E.L. Doctorow, Literary Time Traveler: Magician Who Stirred the Past Into Fiction, Dies At 84

Edgar Lawrence "E. L." Doctorow, born Jan. 6, 1931, passed away Tuesday at a New York hospital from complications of lung cancer, his son, Richard Doctorow, confirmed.

Doctorow, the son of Rose (Levine) and David Richard Doctorow, second-generation Americans of Russian-Jewish extraction, was born in the Bronx. His parents named him after Edgar Allan Poe. Doctorow was married to fellow Columbia University drama student, Helen Esther Setzer

"E.L. Doctorow was one of America's greatest novelists. His books taught me much, and he will be missed," President Barack Obama said in a Tweet, reported Reuters.

"Through books of great beauty and power, and characters I'll never forget, he showed us America's great flaws and its astonishing promise, and our own," Kate Medina, Doctorow's editor at Random House, said in a written statement. "Edgar was fun, even as he was holding all of us to the high standards he set for himself.
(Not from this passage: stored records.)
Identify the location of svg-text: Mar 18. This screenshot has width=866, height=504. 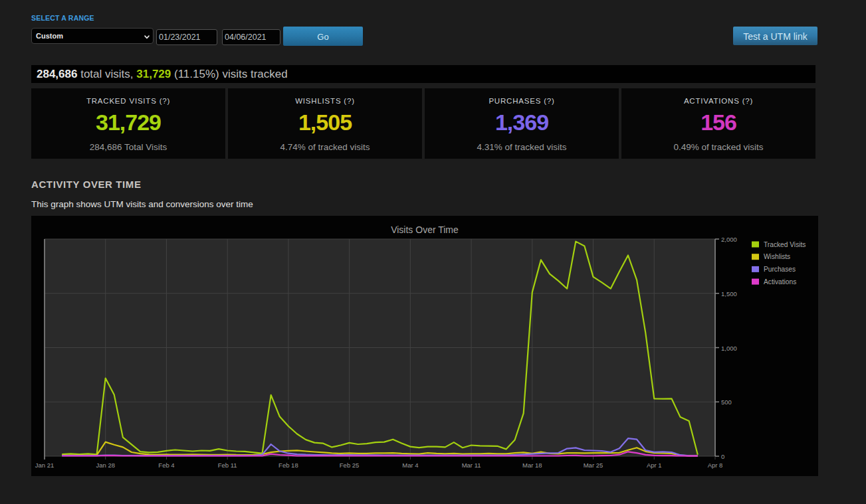
(532, 465).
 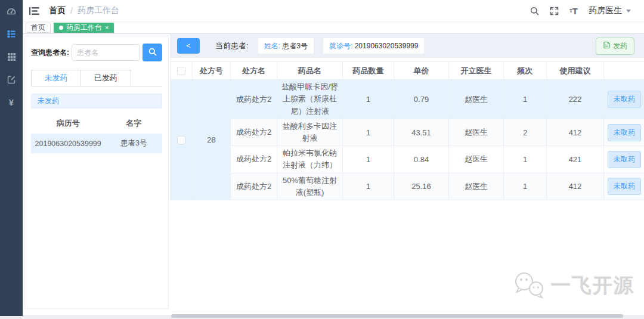 What do you see at coordinates (106, 78) in the screenshot?
I see `tab-dispensed: 已发药` at bounding box center [106, 78].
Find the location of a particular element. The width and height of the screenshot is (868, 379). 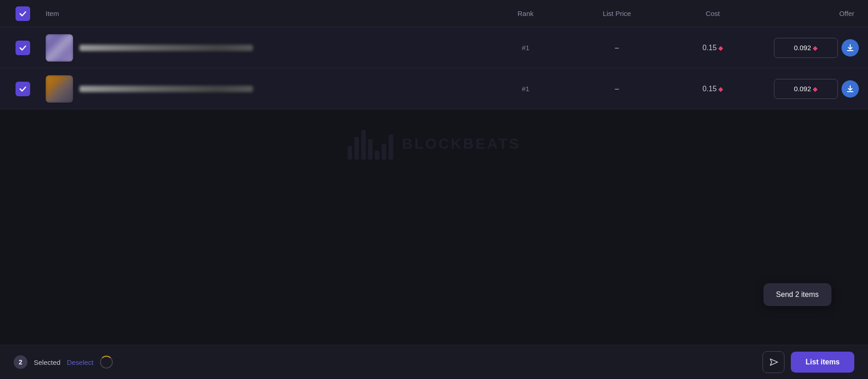

row-1-offer-input: 0.092 ◆ is located at coordinates (806, 48).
To be with him was to be at one's best; to read him was to discover, again and again, the joy of reading a master," Medina said.

In an interview to the Times in 2006, Doctorow said that a novelist "partakes of many identities. People say to me, 'A lot of your novels take place in the past. Are you a historical novelist?' I don't think of myself that way, but if you want to call me that, go ahead. Then someone will say, 'There's a certain political quality to a lot of your work. Would you call yourself a political novelist?' And I'll say, 'I've never thought of myself as a political novelist, but if that suits you, why not?' And then someone will say, 'You're a Jewish novelist' - and yes, I guess that's true, too. So I accept any kind of identity. I'm willing to participate in all of them, as long as none claims to be an exhaustive interpretation," wrote L.A. Times.
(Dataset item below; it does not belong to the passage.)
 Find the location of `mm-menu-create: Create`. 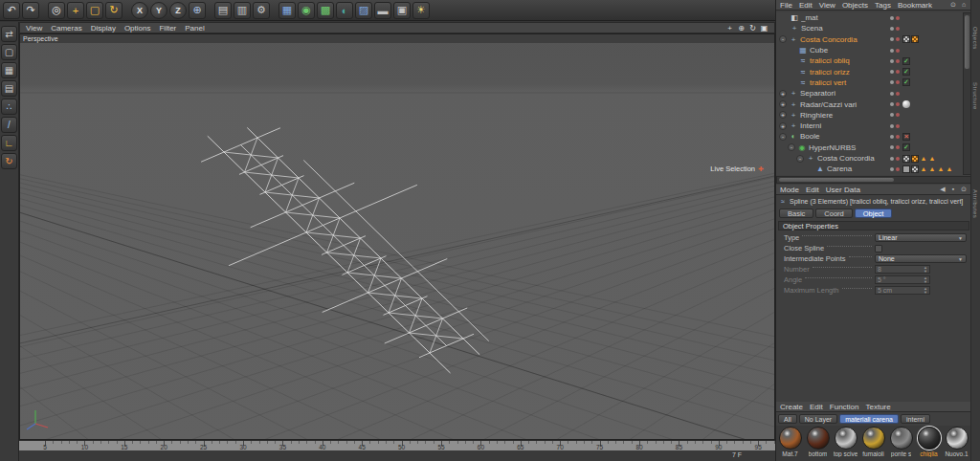

mm-menu-create: Create is located at coordinates (791, 407).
Doctorow enjoyed major critical and popular success over his 50-year career and is often considered one of the leading authors of the 20th century. He won the National Book Award for fiction in 1986 for "World's Fair" and the National Book Critics Circle award in 1989 for "Billy Bathgate" and in 2005 for "The March."

"I don't know what I set out to do," Doctorow said in 2006 after the publication of "The March." "Someone pointed out to me a couple of years ago that you could line them up and in effect now with this book, 150 years of American history. ... And this was entirely unplanned," reported ABC News.

Doctorow is survived by his wife, Helen Setzer; son Richard, daughters Jenny Doctorow Fe-Bornstein and Caroline Doctorow Gatewood; and four grandchildren.